Patch #37 ... sadly the subtle yellow/blue/green color of the over-dyed linen has been totally lost in the process of photographing it |
Walking out a half hour before sunrise, the stars had fled from the sky ... even Venus was fading. But the crescent moon revealed its shadowed side as a mercury glass mirror of Earth's reflected light. And below the moon, a tiny glint ... at last, the planet Mercury. Between them, the orbs described a classic Pythagorean triangle: three lengths from the moon to Mercury, four lengths from the moon to Venus, and five lengths from Venus to Mercury.
The horizon was golden below a sky that rose above it from green to blue to grey ... colors shifting like the sea.
Coming back into the house, I grabbed a pen and scribbled ...
Then, after breakfast, hunted down a yellow linen shirt over-dyed with Aquarelle Saxon Blue extract ...
and on a scrap of that cloth, I took the finest stitches I could manage to describe my recollection ...
But time and cloth and camera each imposed a degree of separation from what my eyes first perceived. The patch as memory ended up as most memories do: an imperfect reflection of the infinite subtlety that is first-hand experience.
Likewise, as another week passes by, the weather patches are the merest shorthand ...
for golden days of sunlit dryness broken only by the heavy fog that ushered in February ...
The transformation and subsequent loss of first hand experience to the clunky limitations of material expression is always frustrating. Fortunately the energy of memory can be retained and the made object basks in it. I love your moon and planet notation, and I think the year of rainfall is going to be a stunning thing.
ReplyDeleteThank you for all of this ... it occurs to me (not for the first time) that the exercise of trying to capture image on cloth is much the same as trying capture a life in memoir. Both futile, but absolutely worth the effort.
Deletethe shirt scrap was as if it all was foreordained
ReplyDeleteSadly, the patch was too small to capture the transition from yellow to green. Fortunately, as Dana points out, the memory remains.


Directions = Could you report every line from the entries that includes the word "separator"?

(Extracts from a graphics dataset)
⁂

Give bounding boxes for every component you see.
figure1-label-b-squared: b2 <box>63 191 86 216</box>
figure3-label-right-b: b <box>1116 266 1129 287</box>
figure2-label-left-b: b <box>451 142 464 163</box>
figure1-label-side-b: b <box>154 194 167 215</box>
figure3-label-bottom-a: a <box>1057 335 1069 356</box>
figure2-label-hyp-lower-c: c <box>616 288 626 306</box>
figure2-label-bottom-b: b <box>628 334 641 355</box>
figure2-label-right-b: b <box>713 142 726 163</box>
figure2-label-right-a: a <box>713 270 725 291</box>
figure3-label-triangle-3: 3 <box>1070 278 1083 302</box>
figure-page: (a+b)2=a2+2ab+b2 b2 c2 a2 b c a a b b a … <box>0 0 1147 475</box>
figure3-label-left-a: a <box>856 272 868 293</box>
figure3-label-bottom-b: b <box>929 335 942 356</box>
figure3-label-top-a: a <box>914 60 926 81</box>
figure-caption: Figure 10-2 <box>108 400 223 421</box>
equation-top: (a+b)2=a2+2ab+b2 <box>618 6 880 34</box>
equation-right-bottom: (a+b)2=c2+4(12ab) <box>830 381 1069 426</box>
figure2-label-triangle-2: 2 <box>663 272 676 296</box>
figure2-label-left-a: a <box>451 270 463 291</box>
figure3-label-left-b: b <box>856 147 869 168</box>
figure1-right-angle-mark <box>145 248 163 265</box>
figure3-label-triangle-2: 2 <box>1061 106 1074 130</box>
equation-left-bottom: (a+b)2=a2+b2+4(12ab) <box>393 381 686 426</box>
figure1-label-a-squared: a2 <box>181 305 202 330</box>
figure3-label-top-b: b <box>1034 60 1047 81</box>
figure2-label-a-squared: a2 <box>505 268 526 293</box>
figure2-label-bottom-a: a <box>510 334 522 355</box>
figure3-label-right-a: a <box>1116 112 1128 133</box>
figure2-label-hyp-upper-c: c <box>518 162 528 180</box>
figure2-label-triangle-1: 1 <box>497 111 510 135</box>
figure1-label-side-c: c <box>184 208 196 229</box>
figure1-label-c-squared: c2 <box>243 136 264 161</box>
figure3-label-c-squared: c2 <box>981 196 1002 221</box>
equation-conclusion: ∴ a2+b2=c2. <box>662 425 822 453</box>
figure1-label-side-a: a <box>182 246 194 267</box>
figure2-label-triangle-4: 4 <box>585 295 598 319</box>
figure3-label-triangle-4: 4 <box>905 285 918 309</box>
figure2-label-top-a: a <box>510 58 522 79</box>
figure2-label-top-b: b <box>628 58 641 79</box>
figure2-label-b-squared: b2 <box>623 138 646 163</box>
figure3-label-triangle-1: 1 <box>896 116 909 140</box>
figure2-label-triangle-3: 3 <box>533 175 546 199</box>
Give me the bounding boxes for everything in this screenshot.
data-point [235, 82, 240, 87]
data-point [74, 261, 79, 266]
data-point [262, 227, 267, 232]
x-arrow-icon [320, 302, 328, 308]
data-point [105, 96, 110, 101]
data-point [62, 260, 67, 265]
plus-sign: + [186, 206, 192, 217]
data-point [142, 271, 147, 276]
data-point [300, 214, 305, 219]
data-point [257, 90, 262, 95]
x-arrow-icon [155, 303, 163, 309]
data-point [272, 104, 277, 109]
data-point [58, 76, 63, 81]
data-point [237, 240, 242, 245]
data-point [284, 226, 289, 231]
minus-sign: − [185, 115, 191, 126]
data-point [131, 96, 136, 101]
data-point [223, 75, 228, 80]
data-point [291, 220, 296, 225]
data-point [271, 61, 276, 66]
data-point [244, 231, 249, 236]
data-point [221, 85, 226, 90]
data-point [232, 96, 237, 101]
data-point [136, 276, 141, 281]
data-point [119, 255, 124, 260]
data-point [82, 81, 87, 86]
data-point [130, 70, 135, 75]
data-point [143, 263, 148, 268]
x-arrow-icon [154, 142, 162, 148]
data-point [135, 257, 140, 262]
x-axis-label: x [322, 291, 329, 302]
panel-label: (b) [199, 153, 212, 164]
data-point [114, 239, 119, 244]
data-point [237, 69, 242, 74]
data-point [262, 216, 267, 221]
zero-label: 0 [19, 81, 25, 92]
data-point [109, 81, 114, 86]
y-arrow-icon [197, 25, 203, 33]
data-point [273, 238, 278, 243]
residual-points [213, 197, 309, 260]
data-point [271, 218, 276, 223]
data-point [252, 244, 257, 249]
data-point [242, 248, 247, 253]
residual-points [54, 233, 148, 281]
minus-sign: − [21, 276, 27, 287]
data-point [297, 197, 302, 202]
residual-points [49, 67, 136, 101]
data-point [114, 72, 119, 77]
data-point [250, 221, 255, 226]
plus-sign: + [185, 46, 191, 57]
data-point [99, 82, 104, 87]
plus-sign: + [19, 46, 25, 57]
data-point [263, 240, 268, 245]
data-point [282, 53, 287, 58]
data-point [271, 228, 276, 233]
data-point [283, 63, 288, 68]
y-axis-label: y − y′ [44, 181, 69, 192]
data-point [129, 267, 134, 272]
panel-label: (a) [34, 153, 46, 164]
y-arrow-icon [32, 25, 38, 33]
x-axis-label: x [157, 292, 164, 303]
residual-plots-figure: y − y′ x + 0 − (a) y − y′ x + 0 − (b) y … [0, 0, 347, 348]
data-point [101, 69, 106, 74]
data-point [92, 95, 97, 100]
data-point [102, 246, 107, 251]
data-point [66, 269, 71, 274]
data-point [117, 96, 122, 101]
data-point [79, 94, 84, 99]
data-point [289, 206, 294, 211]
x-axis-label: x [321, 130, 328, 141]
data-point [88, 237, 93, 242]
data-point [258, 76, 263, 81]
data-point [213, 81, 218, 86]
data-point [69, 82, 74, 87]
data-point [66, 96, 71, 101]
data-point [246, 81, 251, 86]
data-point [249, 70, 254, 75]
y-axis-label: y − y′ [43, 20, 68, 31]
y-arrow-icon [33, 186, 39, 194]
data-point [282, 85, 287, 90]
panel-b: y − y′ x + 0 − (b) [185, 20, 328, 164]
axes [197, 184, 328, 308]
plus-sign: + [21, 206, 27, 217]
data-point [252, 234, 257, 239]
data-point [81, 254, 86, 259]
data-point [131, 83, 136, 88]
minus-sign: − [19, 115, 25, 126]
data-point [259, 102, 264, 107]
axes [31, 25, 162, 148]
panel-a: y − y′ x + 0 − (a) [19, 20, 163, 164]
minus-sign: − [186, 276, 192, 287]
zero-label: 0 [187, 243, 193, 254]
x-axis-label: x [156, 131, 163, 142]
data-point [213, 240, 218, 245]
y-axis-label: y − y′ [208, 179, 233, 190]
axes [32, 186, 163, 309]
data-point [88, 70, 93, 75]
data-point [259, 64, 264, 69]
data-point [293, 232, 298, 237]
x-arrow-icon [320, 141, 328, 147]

⁂

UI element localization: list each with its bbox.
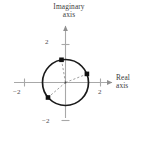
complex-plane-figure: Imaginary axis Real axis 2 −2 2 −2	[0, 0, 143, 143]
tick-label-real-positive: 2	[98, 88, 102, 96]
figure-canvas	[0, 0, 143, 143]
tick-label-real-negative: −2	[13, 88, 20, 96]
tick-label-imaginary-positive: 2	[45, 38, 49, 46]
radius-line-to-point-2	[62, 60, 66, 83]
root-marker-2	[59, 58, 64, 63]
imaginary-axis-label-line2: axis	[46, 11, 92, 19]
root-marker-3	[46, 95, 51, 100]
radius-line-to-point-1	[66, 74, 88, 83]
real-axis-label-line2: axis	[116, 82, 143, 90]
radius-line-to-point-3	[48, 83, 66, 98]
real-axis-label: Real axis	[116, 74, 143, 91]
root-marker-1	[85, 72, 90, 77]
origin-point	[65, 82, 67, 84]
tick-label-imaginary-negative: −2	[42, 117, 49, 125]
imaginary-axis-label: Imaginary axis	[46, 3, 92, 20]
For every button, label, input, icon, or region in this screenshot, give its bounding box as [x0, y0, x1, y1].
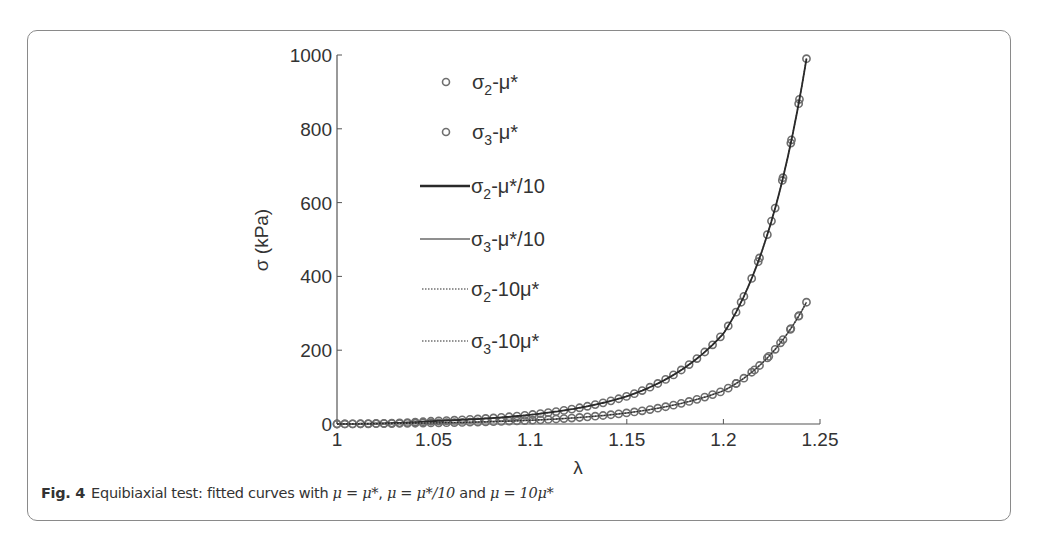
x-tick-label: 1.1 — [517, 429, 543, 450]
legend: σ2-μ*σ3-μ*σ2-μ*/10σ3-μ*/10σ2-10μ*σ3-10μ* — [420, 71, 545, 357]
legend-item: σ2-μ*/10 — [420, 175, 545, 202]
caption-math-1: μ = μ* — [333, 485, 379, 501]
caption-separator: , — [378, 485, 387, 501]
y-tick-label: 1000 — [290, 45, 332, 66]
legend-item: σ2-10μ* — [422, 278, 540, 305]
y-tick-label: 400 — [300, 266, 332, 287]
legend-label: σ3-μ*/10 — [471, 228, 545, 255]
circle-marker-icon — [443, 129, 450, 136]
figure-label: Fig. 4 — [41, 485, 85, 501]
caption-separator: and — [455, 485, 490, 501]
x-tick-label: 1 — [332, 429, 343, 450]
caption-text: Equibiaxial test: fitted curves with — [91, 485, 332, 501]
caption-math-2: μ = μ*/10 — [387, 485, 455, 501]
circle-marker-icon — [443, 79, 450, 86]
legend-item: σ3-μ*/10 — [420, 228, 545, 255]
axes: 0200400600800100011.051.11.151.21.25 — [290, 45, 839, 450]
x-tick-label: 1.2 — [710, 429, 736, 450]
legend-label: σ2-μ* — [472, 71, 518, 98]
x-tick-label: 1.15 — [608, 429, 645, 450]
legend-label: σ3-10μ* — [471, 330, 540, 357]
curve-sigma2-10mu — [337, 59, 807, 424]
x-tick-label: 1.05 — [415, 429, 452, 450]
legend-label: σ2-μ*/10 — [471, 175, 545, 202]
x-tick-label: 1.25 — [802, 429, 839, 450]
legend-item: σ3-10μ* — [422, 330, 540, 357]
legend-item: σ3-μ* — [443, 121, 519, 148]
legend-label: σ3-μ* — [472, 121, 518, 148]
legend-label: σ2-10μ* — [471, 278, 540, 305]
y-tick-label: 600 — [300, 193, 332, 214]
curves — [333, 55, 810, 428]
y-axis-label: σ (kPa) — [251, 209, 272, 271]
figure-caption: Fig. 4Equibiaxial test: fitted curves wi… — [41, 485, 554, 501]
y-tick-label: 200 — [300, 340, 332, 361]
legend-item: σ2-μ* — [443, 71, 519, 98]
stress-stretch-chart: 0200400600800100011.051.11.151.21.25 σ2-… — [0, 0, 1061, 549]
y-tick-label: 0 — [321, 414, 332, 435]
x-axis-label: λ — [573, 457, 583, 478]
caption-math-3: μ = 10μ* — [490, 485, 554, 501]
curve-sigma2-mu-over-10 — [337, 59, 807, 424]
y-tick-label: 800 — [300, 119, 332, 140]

⁂

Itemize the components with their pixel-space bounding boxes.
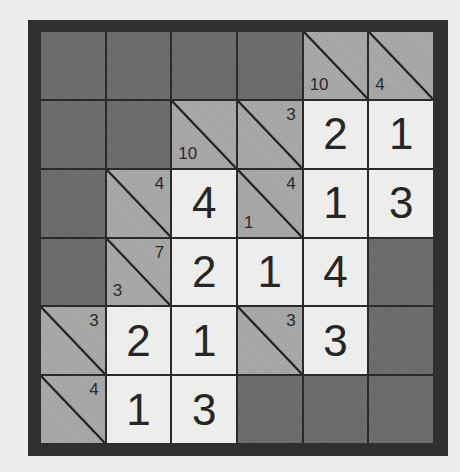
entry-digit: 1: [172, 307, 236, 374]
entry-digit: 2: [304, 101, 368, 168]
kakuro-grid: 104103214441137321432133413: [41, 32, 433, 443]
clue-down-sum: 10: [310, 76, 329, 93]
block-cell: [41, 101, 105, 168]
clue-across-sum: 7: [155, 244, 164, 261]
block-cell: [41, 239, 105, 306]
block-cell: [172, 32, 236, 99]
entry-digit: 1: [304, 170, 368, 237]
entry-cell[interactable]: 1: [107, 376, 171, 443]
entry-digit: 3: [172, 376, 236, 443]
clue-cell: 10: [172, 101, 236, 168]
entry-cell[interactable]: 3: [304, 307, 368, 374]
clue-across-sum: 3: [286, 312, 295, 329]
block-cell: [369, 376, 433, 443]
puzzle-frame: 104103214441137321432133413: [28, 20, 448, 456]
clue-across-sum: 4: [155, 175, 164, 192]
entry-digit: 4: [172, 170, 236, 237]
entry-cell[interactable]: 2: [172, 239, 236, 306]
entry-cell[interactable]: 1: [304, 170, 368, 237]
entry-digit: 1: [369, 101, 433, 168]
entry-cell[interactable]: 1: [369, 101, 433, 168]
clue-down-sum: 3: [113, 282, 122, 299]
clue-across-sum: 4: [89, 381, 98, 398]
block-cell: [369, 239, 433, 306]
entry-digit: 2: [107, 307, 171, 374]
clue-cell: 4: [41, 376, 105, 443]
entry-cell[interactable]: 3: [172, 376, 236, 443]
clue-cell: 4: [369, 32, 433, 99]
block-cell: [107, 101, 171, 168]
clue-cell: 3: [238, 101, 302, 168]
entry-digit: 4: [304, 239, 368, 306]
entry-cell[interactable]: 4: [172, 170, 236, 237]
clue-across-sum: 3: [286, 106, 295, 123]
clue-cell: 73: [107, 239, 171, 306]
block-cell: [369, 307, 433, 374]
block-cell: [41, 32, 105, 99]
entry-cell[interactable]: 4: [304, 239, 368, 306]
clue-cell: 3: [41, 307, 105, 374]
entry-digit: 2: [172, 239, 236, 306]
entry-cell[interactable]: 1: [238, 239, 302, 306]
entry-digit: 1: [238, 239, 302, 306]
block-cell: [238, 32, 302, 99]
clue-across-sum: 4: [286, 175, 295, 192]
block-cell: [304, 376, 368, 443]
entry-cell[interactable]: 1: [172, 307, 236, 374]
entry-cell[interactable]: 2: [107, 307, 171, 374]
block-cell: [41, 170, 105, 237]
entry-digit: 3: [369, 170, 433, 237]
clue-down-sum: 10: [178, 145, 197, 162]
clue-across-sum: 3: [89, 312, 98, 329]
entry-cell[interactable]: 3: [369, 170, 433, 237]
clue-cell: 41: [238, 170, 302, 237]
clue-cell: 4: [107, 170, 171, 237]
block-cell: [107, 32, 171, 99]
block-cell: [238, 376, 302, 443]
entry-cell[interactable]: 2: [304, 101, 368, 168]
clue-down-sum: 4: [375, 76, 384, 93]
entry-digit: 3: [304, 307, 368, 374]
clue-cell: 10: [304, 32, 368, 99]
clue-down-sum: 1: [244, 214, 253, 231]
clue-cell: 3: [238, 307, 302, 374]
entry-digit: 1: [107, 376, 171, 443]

⁂

Output of the task =
caption-separator: , — [378, 485, 387, 501]
caption-separator: and — [455, 485, 490, 501]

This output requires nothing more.